The hospital industry, dogged by a weak economy, may be poised for an uptick in admissions thanks to millions of newly insured customers under the Affordable Care Act.

And that's good news for investors in for-profit hospital company stocks who have wondered when medical-care providers would catch up with the run-up in stock prices experienced by health insurers that have already been benefiting from the law.

Though millions of Americans began slowly signing up for health insurance last October, hospital companies didn't reverse their recent downtown in admissions in the first quarter of this year. HCA Holdings (HCA -0.91%), for example, saw an overall 0.3% dip in admissions and an even greater decline of 0.6% in same hospital admissions, although HCA pre-announced news earlier this week that indicated a modest bump in admissions for the second quarter.

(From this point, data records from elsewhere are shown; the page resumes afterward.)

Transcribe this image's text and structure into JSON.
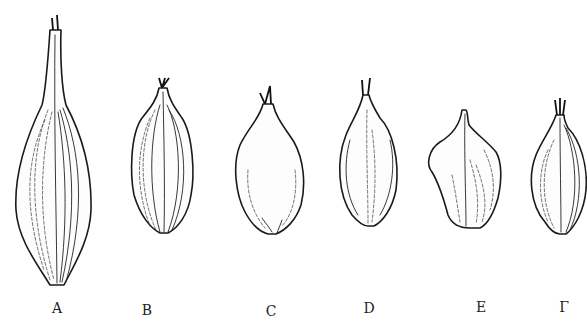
{
  "figure": {
    "type": "botanical line drawing",
    "specimens": [
      {
        "label": "A",
        "label_x": 57,
        "label_y": 300
      },
      {
        "label": "B",
        "label_x": 147,
        "label_y": 302
      },
      {
        "label": "C",
        "label_x": 271,
        "label_y": 303
      },
      {
        "label": "D",
        "label_x": 369,
        "label_y": 300
      },
      {
        "label": "E",
        "label_x": 481,
        "label_y": 299
      },
      {
        "label": "Γ",
        "label_x": 564,
        "label_y": 299
      }
    ],
    "colors": {
      "ink": "#1a1a1a",
      "background": "#ffffff"
    }
  }
}
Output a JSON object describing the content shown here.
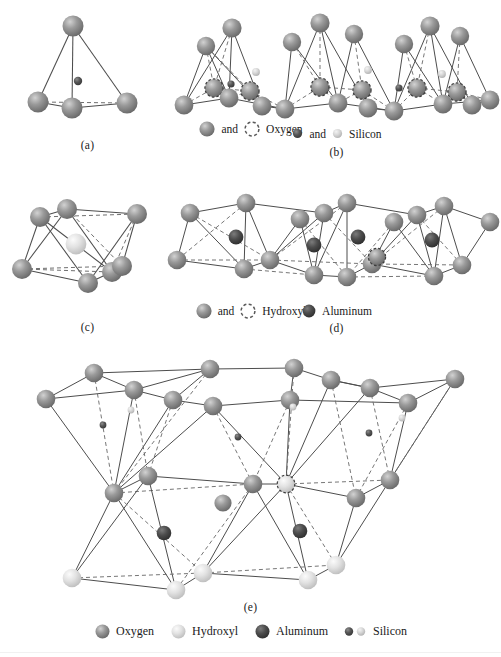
{
  "figure": {
    "type": "crystal-structure-diagram",
    "background": "#ffffff"
  },
  "colors": {
    "oxygen": "#8c8c8c",
    "oxygen_dark": "#6e6e6e",
    "oxygen_light": "#b3b3b3",
    "hydroxyl": "#d9d9d9",
    "hydroxyl_light": "#efefef",
    "aluminum": "#4a4a4a",
    "aluminum_light": "#6b6b6b",
    "silicon_dark": "#4f4f4f",
    "silicon_light": "#d2d2d2",
    "bond_solid": "#4d4d4d",
    "bond_dashed": "#6f6f6f",
    "text": "#1a1a1a"
  },
  "panels": [
    {
      "id": "a",
      "caption": "(a)",
      "title": "silica-tetrahedron",
      "legend": {
        "prefix_sphere": "oxygen",
        "conjunction": "and",
        "dashed_circle": true,
        "label": "Oxygen"
      }
    },
    {
      "id": "b",
      "caption": "(b)",
      "title": "silica-sheet",
      "legend": {
        "prefix_sphere": "silicon-dark",
        "conjunction": "and",
        "second_sphere": "silicon-light",
        "label": "Silicon"
      }
    },
    {
      "id": "c",
      "caption": "(c)",
      "title": "alumina-octahedron",
      "legend": {
        "prefix_sphere": "hydroxyl-gray",
        "conjunction": "and",
        "dashed_circle": true,
        "label": "Hydroxyl"
      }
    },
    {
      "id": "d",
      "caption": "(d)",
      "title": "octahedral-sheet",
      "legend": {
        "prefix_sphere": "aluminum",
        "label": "Aluminum"
      }
    },
    {
      "id": "e",
      "caption": "(e)",
      "title": "combined-silica-gibbsite-sheet"
    }
  ],
  "bottom_legend": {
    "items": [
      {
        "sphere": "oxygen",
        "label": "Oxygen"
      },
      {
        "sphere": "hydroxyl",
        "label": "Hydroxyl"
      },
      {
        "sphere": "aluminum",
        "label": "Aluminum"
      },
      {
        "sphere": "silicon",
        "label": "Silicon"
      }
    ]
  }
}
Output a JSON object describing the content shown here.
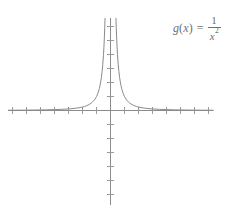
{
  "figure": {
    "background_color": "#ffffff",
    "width": 241,
    "height": 214
  },
  "label": {
    "function_name": "g",
    "open_paren": "(",
    "variable": "x",
    "close_paren": ")",
    "equals": "=",
    "numerator": "1",
    "denominator_base": "x",
    "denominator_exponent": "2",
    "full_text": "g(x) = 1/x^2",
    "color": "#6f6f6f"
  },
  "chart_data": {
    "type": "line",
    "title": "",
    "subtitle": "",
    "xlabel": "",
    "ylabel": "",
    "annotations": [
      {
        "text": "g(x) = 1/x^2",
        "position": "top-right"
      }
    ],
    "legend": {
      "entries": [],
      "position": "none"
    },
    "grid": false,
    "axes": {
      "x_axis_visible": true,
      "y_axis_visible": true,
      "axis_color": "#8c8c8c",
      "tick_color": "#9a9a9a",
      "tick_labels_shown": false,
      "x_tick_spacing_units": 1,
      "y_tick_spacing_units": 1,
      "origin_px": [
        110,
        110
      ],
      "x_axis_span_px": [
        8,
        213
      ],
      "y_axis_span_px": [
        18,
        205
      ],
      "pixels_per_unit_x": 14,
      "pixels_per_unit_y": 14
    },
    "xlim": [
      -7.3,
      7.4
    ],
    "ylim": [
      -6.8,
      6.6
    ],
    "x_ticks": [
      -7,
      -6,
      -5,
      -4,
      -3,
      -2,
      -1,
      1,
      2,
      3,
      4,
      5,
      6,
      7
    ],
    "y_ticks": [
      -6,
      -5,
      -4,
      -3,
      -2,
      -1,
      1,
      2,
      3,
      4,
      5,
      6
    ],
    "series": [
      {
        "name": "g(x) = 1/x^2",
        "expression": "1/x^2",
        "color": "#8a8a8a",
        "linewidth": 1,
        "branch": "left",
        "x": [
          -7.3,
          -7.0,
          -6.5,
          -6.0,
          -5.5,
          -5.0,
          -4.5,
          -4.0,
          -3.5,
          -3.0,
          -2.75,
          -2.5,
          -2.25,
          -2.0,
          -1.85,
          -1.7,
          -1.55,
          -1.4,
          -1.3,
          -1.2,
          -1.1,
          -1.0,
          -0.95,
          -0.9,
          -0.85,
          -0.8,
          -0.75,
          -0.7,
          -0.65,
          -0.6,
          -0.55,
          -0.5,
          -0.47,
          -0.44,
          -0.41,
          -0.39
        ],
        "y": [
          0.019,
          0.02,
          0.024,
          0.028,
          0.033,
          0.04,
          0.049,
          0.063,
          0.082,
          0.111,
          0.132,
          0.16,
          0.198,
          0.25,
          0.292,
          0.346,
          0.416,
          0.51,
          0.592,
          0.694,
          0.826,
          1.0,
          1.108,
          1.235,
          1.384,
          1.563,
          1.778,
          2.041,
          2.367,
          2.778,
          3.306,
          4.0,
          4.527,
          5.165,
          5.949,
          6.575
        ]
      },
      {
        "name": "g(x) = 1/x^2",
        "expression": "1/x^2",
        "color": "#8a8a8a",
        "linewidth": 1,
        "branch": "right",
        "x": [
          0.39,
          0.41,
          0.44,
          0.47,
          0.5,
          0.55,
          0.6,
          0.65,
          0.7,
          0.75,
          0.8,
          0.85,
          0.9,
          0.95,
          1.0,
          1.1,
          1.2,
          1.3,
          1.4,
          1.55,
          1.7,
          1.85,
          2.0,
          2.25,
          2.5,
          2.75,
          3.0,
          3.5,
          4.0,
          4.5,
          5.0,
          5.5,
          6.0,
          6.5,
          7.0,
          7.35
        ],
        "y": [
          6.575,
          5.949,
          5.165,
          4.527,
          4.0,
          3.306,
          2.778,
          2.367,
          2.041,
          1.778,
          1.563,
          1.384,
          1.235,
          1.108,
          1.0,
          0.826,
          0.694,
          0.592,
          0.51,
          0.416,
          0.346,
          0.292,
          0.25,
          0.198,
          0.16,
          0.132,
          0.111,
          0.082,
          0.063,
          0.049,
          0.04,
          0.033,
          0.028,
          0.024,
          0.02,
          0.019
        ]
      }
    ],
    "asymptotes": {
      "vertical": [
        0
      ],
      "horizontal": [
        0
      ]
    }
  }
}
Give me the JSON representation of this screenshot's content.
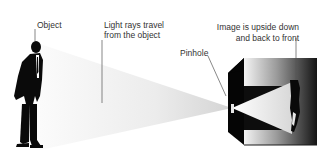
{
  "labels": {
    "object": "Object",
    "light_rays_line1": "Light rays travel",
    "light_rays_line2": "from the object",
    "pinhole": "Pinhole",
    "image_line1": "Image is upside down",
    "image_line2": "and back to front"
  },
  "colors": {
    "background": "#ffffff",
    "silhouette": "#0a0a0a",
    "beam_light": "#d9d9d9",
    "beam_faint": "#f4f4f4",
    "box_dark": "#050505",
    "box_face_light": "#f2f2f2",
    "box_face_dark": "#1a1a1a",
    "leader_line": "#555555",
    "text": "#333333"
  }
}
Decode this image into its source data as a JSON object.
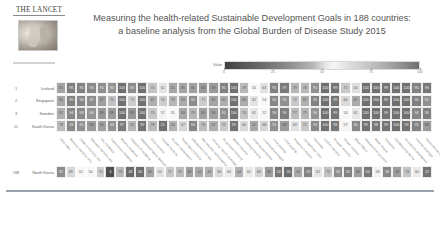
{
  "brand": {
    "wordmark": "THE LANCET",
    "cover_alt": "lancet-cover-image"
  },
  "title": {
    "line1": "Measuring the health-related Sustainable Development Goals in 188 countries:",
    "line2": "a baseline analysis from the Global Burden of Disease Study 2015"
  },
  "legend": {
    "label": "Value",
    "ticks": [
      "0",
      "25",
      "50",
      "75",
      "100"
    ],
    "tick_positions": [
      0,
      25,
      50,
      75,
      100
    ],
    "min_color": "#3f3f3f",
    "mid_color": "#f7f7f7",
    "max_color": "#707070"
  },
  "chart_data": {
    "type": "heatmap",
    "title": "Measuring the health-related Sustainable Development Goals in 188 countries: a baseline analysis from the Global Burden of Disease Study 2015",
    "xlabel": "",
    "ylabel": "",
    "legend_label": "Value",
    "zlim": [
      0,
      100
    ],
    "grid": true,
    "legend_position": "top",
    "row_rank_header": "Rank",
    "columns": [
      "SDG index",
      "Maternal mortality ratio",
      "Under-5 mortality rate",
      "Neonatal mortality rate",
      "HIV incidence",
      "Tuberculosis incidence",
      "Malaria incidence",
      "Hepatitis B incidence",
      "Neglected tropical diseases",
      "NCD mortality",
      "Suicide mortality",
      "Alcohol consumption",
      "Road injury mortality",
      "Adolescent birth rate",
      "Met need for contraception",
      "Universal health coverage",
      "Air pollution mortality",
      "WaSH mortality",
      "Poisoning mortality",
      "Smoking prevalence",
      "Childhood overweight",
      "Child stunting",
      "Child wasting",
      "Anaemia in women",
      "Occupational risks",
      "Homicide",
      "Conflict mortality",
      "Disaster mortality",
      "Sexual violence",
      "Mean PM2.5",
      "Household air pollution",
      "Water source",
      "Sanitation",
      "Handwashing facility",
      "Skilled birth attendance",
      "Vaccine coverage",
      "Health worker density"
    ],
    "rows": [
      {
        "rank": "1",
        "country": "Iceland",
        "values": [
          85,
          96,
          95,
          93,
          91,
          90,
          100,
          92,
          100,
          74,
          62,
          41,
          85,
          86,
          88,
          88,
          95,
          100,
          78,
          56,
          63,
          95,
          97,
          79,
          78,
          91,
          100,
          99,
          72,
          64,
          100,
          100,
          99,
          100,
          100,
          95,
          98
        ]
      },
      {
        "rank": "2",
        "country": "Singapore",
        "values": [
          84,
          95,
          94,
          92,
          87,
          75,
          100,
          71,
          100,
          81,
          70,
          79,
          83,
          92,
          71,
          85,
          82,
          100,
          83,
          62,
          54,
          94,
          91,
          72,
          81,
          95,
          100,
          99,
          66,
          42,
          100,
          100,
          99,
          100,
          100,
          96,
          91
        ]
      },
      {
        "rank": "3",
        "country": "Sweden",
        "values": [
          82,
          94,
          93,
          90,
          89,
          88,
          100,
          89,
          100,
          73,
          57,
          55,
          84,
          79,
          86,
          86,
          91,
          100,
          74,
          61,
          52,
          94,
          96,
          77,
          79,
          90,
          100,
          99,
          54,
          61,
          100,
          100,
          99,
          100,
          100,
          94,
          96
        ]
      },
      {
        "rank": "11",
        "country": "South Korea",
        "values": [
          78,
          93,
          91,
          88,
          86,
          34,
          97,
          45,
          99,
          78,
          21,
          44,
          67,
          94,
          76,
          82,
          72,
          99,
          66,
          41,
          68,
          91,
          88,
          63,
          72,
          93,
          100,
          98,
          57,
          30,
          99,
          98,
          99,
          100,
          99,
          95,
          88
        ]
      }
    ],
    "bottom_row": {
      "rank": "188",
      "country": "North Korea",
      "values": [
        32,
        49,
        52,
        56,
        70,
        6,
        78,
        18,
        20,
        40,
        50,
        72,
        76,
        86,
        42,
        44,
        66,
        60,
        44,
        60,
        68,
        38,
        24,
        20,
        41,
        29,
        62,
        75,
        33,
        28,
        38,
        24,
        58,
        30,
        38,
        74,
        60,
        22
      ]
    }
  }
}
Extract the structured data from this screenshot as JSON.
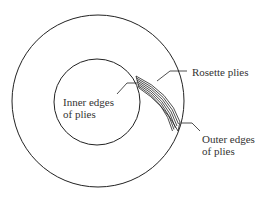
{
  "diagram": {
    "type": "cross-section",
    "stroke_color": "#222222",
    "text_color": "#333333",
    "outer_circle": {
      "cx": 98,
      "cy": 101,
      "r": 86
    },
    "inner_circle": {
      "cx": 97,
      "cy": 102,
      "r": 43
    },
    "ply_count": 7,
    "labels": {
      "rosette_plies": "Rosette plies",
      "inner_edges_line1": "Inner edges",
      "inner_edges_line2": "of plies",
      "outer_edges_line1": "Outer edges",
      "outer_edges_line2": "of plies"
    }
  }
}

HCA's top executive seemed to bemoan the lack of impact from the health law.

"Healthcare reform had minimal impact on the company's first quarter results, however, we remain optimistic regarding the potential long-term benefits," HCA president and chief executive R. Milton Johnson said about the company's first quarter results.

But a series of recent reports seem to give hospital executives like Johnson reason to see a positive outlook, which should appear when these companies reveal second-quarter earnings later this month and into August.

The coming enrollment boost should benefit HCA and other investor-owned hospital companies like Community Heath Systems, Tenet Healthcare Corp. (THC -2.31%), LifePoint Hospitals and Universal Health Services.

As Americans become familiar with their new health insurance, analysts believe they will begin to use the system -- and perhaps the slight uptick in admissions HCA saw in the second quarter is reflective of this trend starting to make itself felt.

A report last week from the Robert Wood Johnson Foundation and the Urban Institute indicated the number of uninsured adults continues to drop under the health law with 8 million additional Americans gaining coverage "as a result of provisions in the Affordable Care Act."

The benefits to hospitals might not be a major uptick right away and many industry observers see it more as a long-term play.

Fitch Ratings, for example, reported first quarter same-hospital admissions for the for-profit group of hospital companies to be down 3.6 percent while adjust admissions were down 1.4 percent.

In a report last week, Fitch said the ACA did "little" to boost volumes from either patients who had new private coverage from the exchanges or those from the expanded Medicaid health insurance program for the poor.

But momentum was building as more Americans signed up later in the first quarter. The bulk of Americans who purchased private coverage did so in the waning weeks of the ACA's open enrollment period, which ran through April, according to the U.S. Department of Health and Human Services.

The financial ratings agency said the trend "needs time to develop."

It may even take some political changes for for-profit hospitals to truly benefit, particularly in states like Florida and Texas that have opposed the Medicaid expansion.

Those states, in particular, have large numbers of for-profit hospitals. HCA, for example, has nearly 40 of its 165 hospitals in Florida while Tenet and HCA each have dozens of hospitals in Texas.

"We find that the states that implemented the ACA's Medicaid expansion continue to see larger declines in the uninsurance rates for adults than did the nonexpansion states," the Robert Wood Johnson Foundation and the Urban Institute said in their July 10 report.

In a report Friday July 11, the U.S. Department of Health and Human Services said growth in Medicaid enrollment was "more pronounced" in the 26 states including the District of Columbia that adopted and implemented the Medicaid expansion under the health law.

"Enrollment in those states rose by 17 percent, while states that have not expanded reported only a 3 percent increase," HHS said in an enrollment update for the Medicaid program.